PATRICK Hallgate is in no doubt he is in the right place to play a key role in Britain’s railway renaissance, in charge of a slice of the network stretching from London’s Paddington to Bristol, Plymouth and Penzance and via Oxford to Worcester.

At 38, he is the youngest route director ever appointed by Network Rail and, apart from a brief spell as a police psychologist — he has a masters degree in the subject — has worked for the rail infrastructure firm and its predecessor, Railtrack, since 1999.

He says some people were surprised by his decision to take on his current role last November, given the scale of the task ahead, with a £5bn investment programme to bring the Great Western main line into the 21st century — including electrifying the routes from London to Oxford, Newbury, Bristol and Cardiff and installing a £350m signalling system — at the same time as spending £400m a year on regular renewals of track and other equipment and keeping one of the busiest parts of Britain’s rail network running smoothly.

He said: “There’s nowhere else on the rail network I would rather be working at the moment than Western.

“There has never been a more exciting time to work on the railways, simply because of the level of investment we’re undergoing at the moment and the rate of change — the fact it’s such a growth industry, with a 60 per cent increase in freight and 40 per cent in passengers over the past 10 years.

“No other industry has those kind of growth figures and if you put that with the level of investment the Government is currently putting into it, it’s a fantastic place to be.”

The graduate trainee who joined Railtrack at the end of the 1990s wasn’t initially sure that was the case.

He said: “I joined the training scheme principally to gain a grounding of general management experience.

“I think if someone had told me that I would still be here 12 years later, I would probably have been surprised.

“If someone told me now I would still be here in 12 years’ time, I wouldn’t be.”

But he isn’t starry-eyed about what lies ahead — “trying to deliver an improving railway at the same time as looking after Europe’s biggest building site” — as he and almost 2,000 Network Rail staff working for him, plus countless contractors, go about creating a 21st-century railway on the 19th-century foundations left by the pioneering engineer Isambard Kingdom Brunel, while keeping 200,000 passengers a day on the move.

“My current analogy is that it’s basically like trying to repair a battleship while it’s still at war. That’s how it feels,” he said.

“Telling people it’s going to be great in five years isn’t something that’s tenable in many respects. They want to know what we’re doing day in, day out.

“What I can say is that from a Network Rail perspective in the year just finished, ([the company’s management year runs from April to the end of March), our delivery in terms of passenger delays has been about 8.8 per cent lower than in the previous year and we have done that against a backdrop of ramping up the delivery of engineering work (such as completion of a £67m track redoubling project on the Cotswold Line between Oxford and Worcester) — so it can be done.

“The challenge is to keep that going for the next four years as the level of investment ramps up still further.”

Network Rail is also under constant pressure from the Government to help bring down the costs of operating and maintaining the railway, which have soared since privatisation in the mid-1990s.

Looking back at his early days in the industry, Mr Hallgate recalls a resignalling scheme on the West Anglia route from London where potential capacity enhancements were being cut out to try to keep within a fast-escalating budget.

“Things have changed since then,” he said “Firstly, costs are under control. We recognise as an industry there are strides in efficiency we can still make but we are significantly more efficient than we were six, seven or eight years ago.

“The Government has seen the direction of where we’re trying to go with efficiency and seen therefore that it’s worthwhile investing more money in rail.”

Keeping control of costs and driving them down amid the capacity enhancement investments is “not an easy process, but we have signed up to a five-year programme”.

He added: “We are starting year four, so we have two years left to hit our efficiency targets, which we’re on track to do, so the cost of running the Network Rail element of the railway will be 22 per cent more efficient at the end of the five-year period than at the start, on the back of even tougher targets in the previous five years.

“The challenge at the moment is meeting the efficiency targets while improving our service delivery.

“What we have seen over the past 18 months is that growing that performance once you’re putting more trains on the network means we’re struggling now with capacity constraints, making it harder to recover from incidents.”

Mr Hallgate concluded: “We have to be mindful of this challenge on a daily basis and I’m acutely aware people pay an awful lot of money to travel from A to B.

“Me saying there will be jam in five years’ time isn’t something that people want to hear, so I completely accept that we have a role to improve the service.

“But we must also deliver investment on an efficient basis that gives us something fit for the 21st century.”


A faithful copy of the entries, without any pictures, is what is needed here.

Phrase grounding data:

*** Block opens ***

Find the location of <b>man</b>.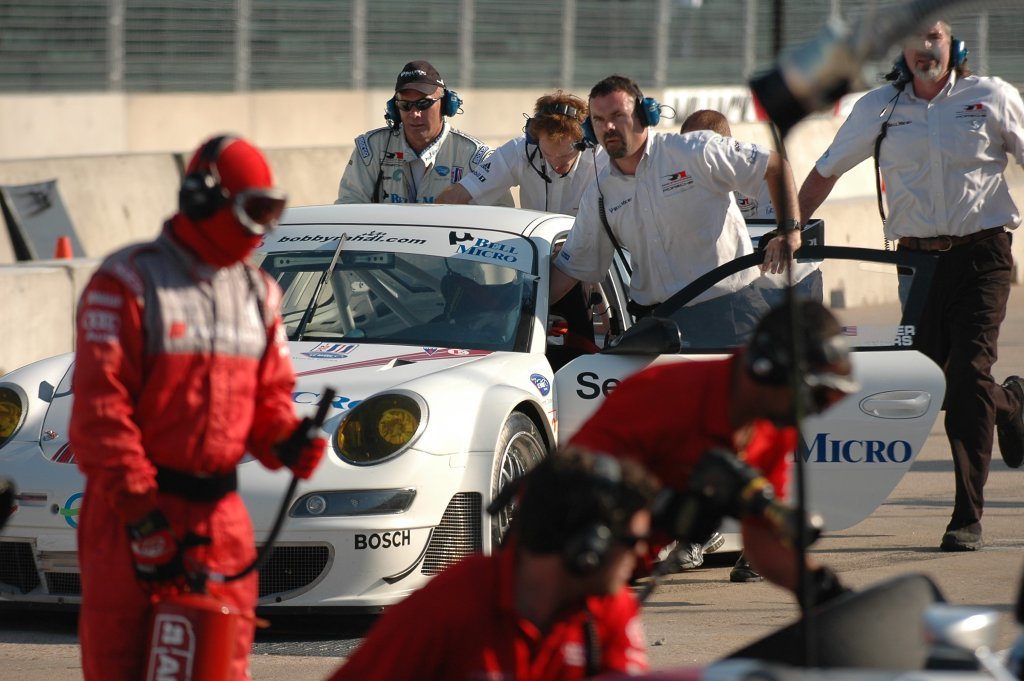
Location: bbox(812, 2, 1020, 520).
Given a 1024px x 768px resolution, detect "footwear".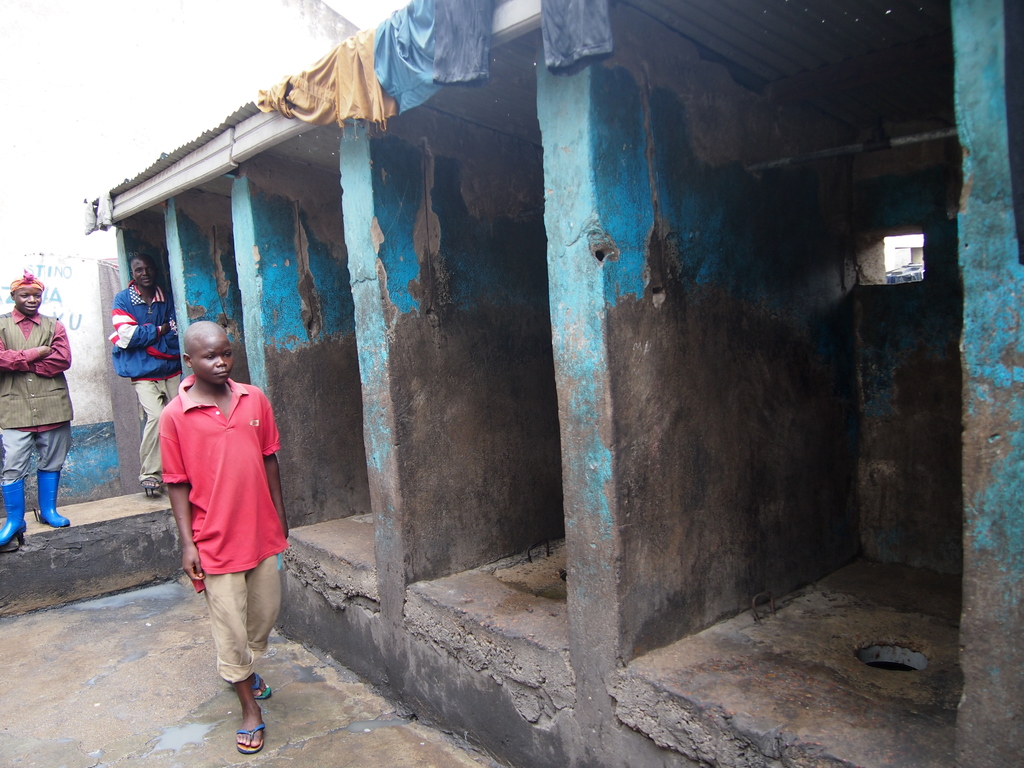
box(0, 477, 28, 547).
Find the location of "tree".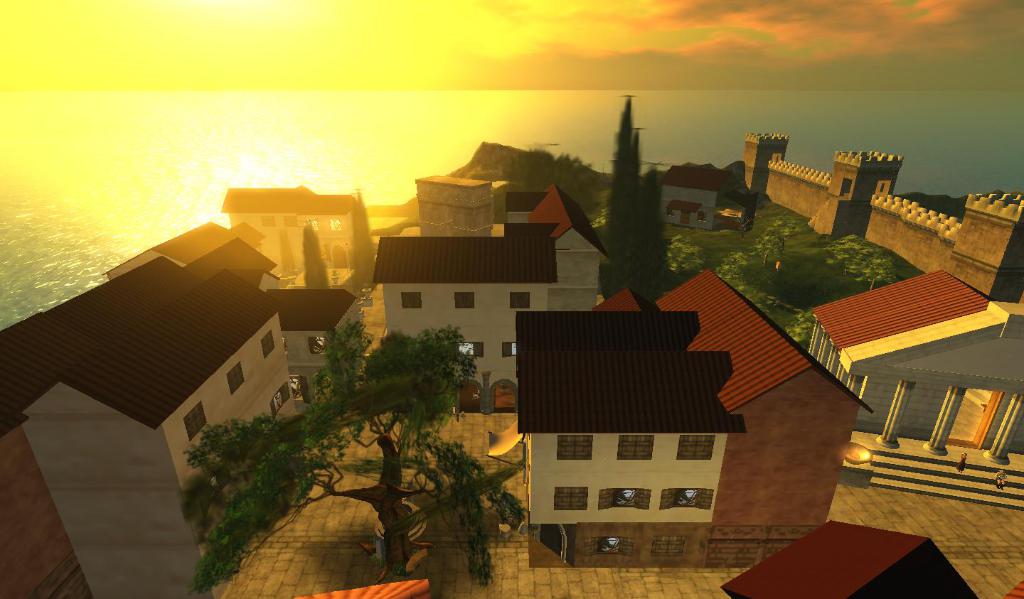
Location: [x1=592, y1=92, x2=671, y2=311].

*** Block closes ***

» **FINISHED TASK**
Find the location of <b>man</b>.
Location: bbox(812, 2, 1020, 520).
Given a 1024px x 768px resolution, detect "footwear".
box(0, 477, 28, 547).
Find the location of "tree".
Location: [x1=592, y1=92, x2=671, y2=311].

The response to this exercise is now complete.